I found your blog today and tried to implement your excellent idea but it did not quite work out.

For the Internet zone, you have "Windows" authentication specified in SharePoint Administration. In the web config, you have "Forms" authentication (and the loginUrl for the login page).

For some reason, Windows authentication (challenge/response) is presented to the user even though "Forms" entry is in the web.config. I do not fully understand why we have "windows" authentication (in SharePoint Admin) and "Forms" in web.config.

I understand that the purpose of having the intranet zone is just to provide the redirection to the login page in the extranet zone (which has forms authentication configured).

Is there maybe a step that is not described in your post? When I enter the url for the intranet zone, I am invariably asked to authenticate with Windows authentication, even though "Forms" setting and LoginUrl are specified in the web.config.

Regards

Samir

Jason Lee said...

Hi Samir,

To avoid authentication prompts for the Internet zone, you need to ensure that you've enabled anonymous access both on the IIS Web site AND on the site collection. Once you've granted anonymous access on the site collection - which you must do through the Internet zone URL - you should disable Windows authentication for the IIS Web site in IIS Manager, leaving only anonymous access enabled.
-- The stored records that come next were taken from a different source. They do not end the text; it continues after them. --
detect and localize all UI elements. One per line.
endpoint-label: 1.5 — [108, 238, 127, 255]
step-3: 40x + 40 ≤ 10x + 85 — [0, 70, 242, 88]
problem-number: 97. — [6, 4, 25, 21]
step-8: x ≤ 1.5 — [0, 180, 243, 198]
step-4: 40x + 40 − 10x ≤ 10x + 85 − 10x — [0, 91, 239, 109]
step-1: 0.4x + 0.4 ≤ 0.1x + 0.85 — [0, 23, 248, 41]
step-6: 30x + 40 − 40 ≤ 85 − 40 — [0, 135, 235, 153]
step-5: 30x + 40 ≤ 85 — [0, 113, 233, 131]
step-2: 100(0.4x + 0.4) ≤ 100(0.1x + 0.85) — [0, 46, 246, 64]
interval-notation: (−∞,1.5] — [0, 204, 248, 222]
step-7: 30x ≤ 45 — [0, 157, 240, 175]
So, why is the Internet zone set to use Windows authentication in Central Admin? Purely because if I specify forms authentication in Central Admin, I have to name the membership provider, the role manager, and so on. I don't have a membership provider or a role manager, because no-one actually gets authenticated in this zone - they're passed to the Extranet zone instead. Remember that Windows auth is managed by IIS, whereas in forms auth, the responsibilities for authentication are passed to the Web application itself. So setting the zone to use Windows auth in Central Admin is effectively saying to SharePoint "you don't need to worry about authentication, IIS will take care of it". Similarly, IIS has no interest in authenticating users in this zone - it's configured solely to permit anonymous access. Finally, the authentication element in the Web.config for this zone also does very little - it just ensures that when users attempt to sign in, they are redirected to the login page in the Extranet zone.

In short, everything should work as described if you've got anonymous access enabled in both locations - the IIS Web site, and the individual site collection under 'Advanced Permissions'. You won't be able to set anonymous access at the site collection level until its enabled at the Web app/zone level in IIS.

Hope that helps

Jason

Unknown said...

Hi Jason,

After adding the correct AAM for the Intranet zone (and corresponding entry in the DNS), the issue was resolved.

Once again, thank you for the excellent post and clarification.

Cindy said...

Hi Jason,
Let say I have created 2 different authentication methods to access a site in ServerA

E.g
http://SERVERA/default.aspx [Zone = Default; Membership Provider Name = Windows]
http://internet/default.aspx [Zone =Internet;Membership Provider Name = AcAspNetSqlMembershipProvider, Form Based]

Note:
1) I want this http://SERVERA/default.aspx only can be accessed by internal staff via LAN. I managed to let the internal staff access to this URL by their own username and password from their own pc.

2)I want this http://internet/default.aspx can be accessed by Internet users. Currently, I can browse this url at the ServerA only. Can you guide me what are the step-by-step to configure the URL can be accessed by Internet users.

Looking forward your reply.

Regards
Cindy Tan

Jason Lee said...

Hi Cindy,

If you can browse your site through the internet zone from the server, it's probably not a SharePoint issue - more likely a DNS issue. I can't really advise on this, you need help from someone who knows your infrastructure.

Jason

Anonymous said...

great post Jason

is it trully nessisary to have SSL if all you are going to use is windows auth? Doesn't the user name and pass get encrypted using NTLM?

Jason Lee said...

Agreed - you don't need SSL to protect credentials if you're using NTLM, as the credentials will be encrypted anyway. I guess there are some scenarios where you might need a secure zone for other reasons, e.g. members-only forums or merchandising (okay, probably not on a blog site!)